The making of New Year's resolutions is a customary tradition on Dec. 31. As the ball drops and the New Year is upon us, we look for ways to improve ourselves and our companies in a variety of ways. One resolution that should make the top of your list is improving your overall collections. With reimbursement levels at an all-time low, collections turnaround is more important than ever. Most people give up on their New Year's resolutions by March. We go into the challenge with hope, faith and determination. But once we start feeling the pain associated with making the change we back off or give up completely. We give ourselves many “reasons” why we are failing and it can't be done. Negativity creeps in and we just give up.  In 2017, let's make the commitment to push forward and not look back.

If we equate our collections journey to that of an old-fashioned road trip, we can find many similarities. We start out with excitement, positive feelings and a sense of adventure. However, many times along the way the mantra becomes: “Are we there yet?” There are GPS miscalculations, wrong turns, and stops along the way to rejuvenate and rest for the next day's drive.

So how do we take the road trip to improved collections? First and foremost, there is no “shortcut” to the collections formula. If determination and perseverance are part of the plan, then reaching your destination is guaranteed.

Setting the course

• Establishing expectations: The first step to improved collections revolves around the hiring process and job descriptions. Having the right people in place with well-defined roles and expectations, which are the basis for evaluating performance, is important. The skill and knowledge required to be effective in a team member's role need to be described in the job description—it's the foundation for training. Job competencies are essential requirements to successfully perform specific work functions and, therefore, are critical elements of their
position.

• Training: It is important to have an organized approach to training, no matter the size of your company. The biggest mistake companies make is lack of thought and investment in their training. Educating your team takes time, talent and treasure. Without effective training, goals, competency evaluation, and collections will not improve. The main reasons for low collections and high accounts receivable revolve around poor training and staff evaluation. Truly evaluating your team based on their productivity, errors, compliance and competency rarely occurs. The cause is that to evaluate these areas you need data. Many providers don't know how to get the data and/or use it for the purposes of training and performance assessments.

What are the effects of a poor training program? Staff turnover, high denials, slow cash flow, high DSO, lower profitability.

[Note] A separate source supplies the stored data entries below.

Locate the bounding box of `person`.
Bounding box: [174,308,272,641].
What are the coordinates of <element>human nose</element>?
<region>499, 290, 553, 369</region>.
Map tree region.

• Analytics: Not all industry software programs provide functionality to draw out the information that companies can use to evaluate their businesses. Sometimes you can gain this information through custom reporting features within the system, the use of exporting features to Excel and/or Access or a combination of both to manipulate data for work queues, training, tracking and reporting. It is important that these data points are actually in the system to produce the reports that can be used to trend the big picture and then drill down to the details that foster best practice results. It is best if management determines the workload and the claims to be completed through data extraction/reporting and timely filing limits for claims when working AR and denials.

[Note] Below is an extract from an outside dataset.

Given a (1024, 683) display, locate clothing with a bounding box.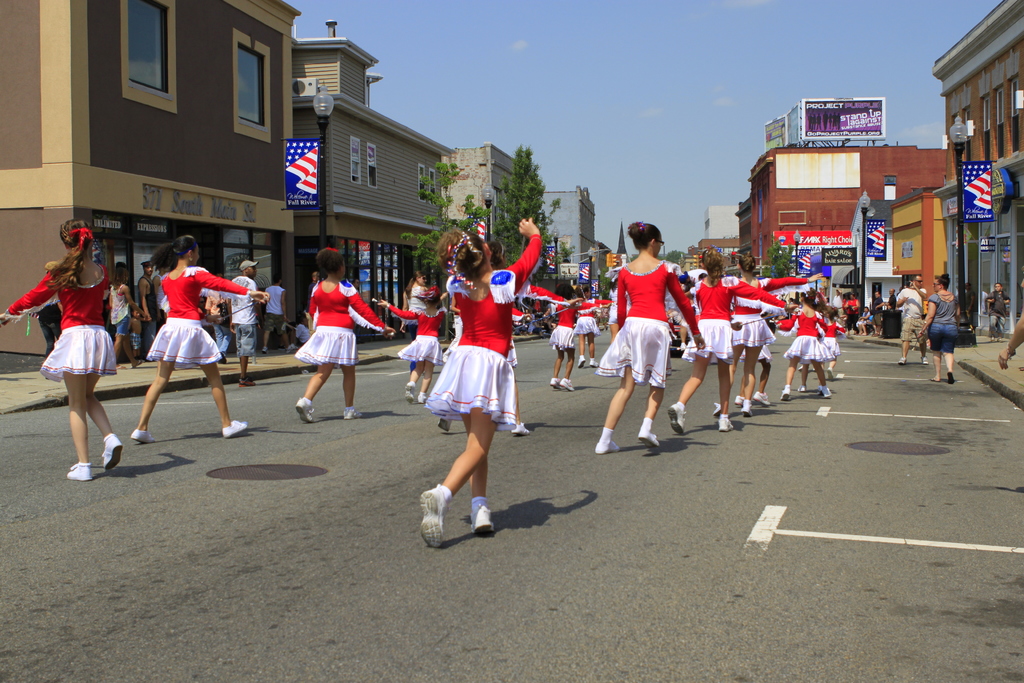
Located: 296/276/385/367.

The key to analytics is to have people who understand the reporting mechanisms, formulas and algorithms. Personnel experienced in Excel and Access is important if the information can't be gleaned through custom reporting through your software. Getting to the point where the data means something takes effort, diligence and dollars. Identifying movement in key data elements allows managers to move quickly to change behavior and also focus their energy where it is most needed. Examples of areas to trend are: Payments by age and by payer source, revenue, submissions, denial rate, AR by age and status, pending and held revenue, and overall DSO and by payer.

By trending this information, management can set goals for each category and then monitor for results. When establishing target goals for each data point, it is important to acknowledge your starting point and work incrementally toward the desired outcome.

Conclusion

Make that New Year's resolution a permanent habit by committing to using data to drive performance and behavior. If you don't understand how to gather the information, invest in the training needed to produce the reports through your system, Excel or Access. Start with the basics of a good job description and approach training with a plan and purpose. Then use report analysis to gain solid information to improve outcomes in the revenue cycle. By staying focused and determined, solid business decisions will be made and profit potential increased.

Sarah Hanna is the president of ECS Billing & Consulting North. She can be reached at sarahhanna@ecsbillingnorth.com.


Comments

To comment on this post, please log in to your account or set up an account now.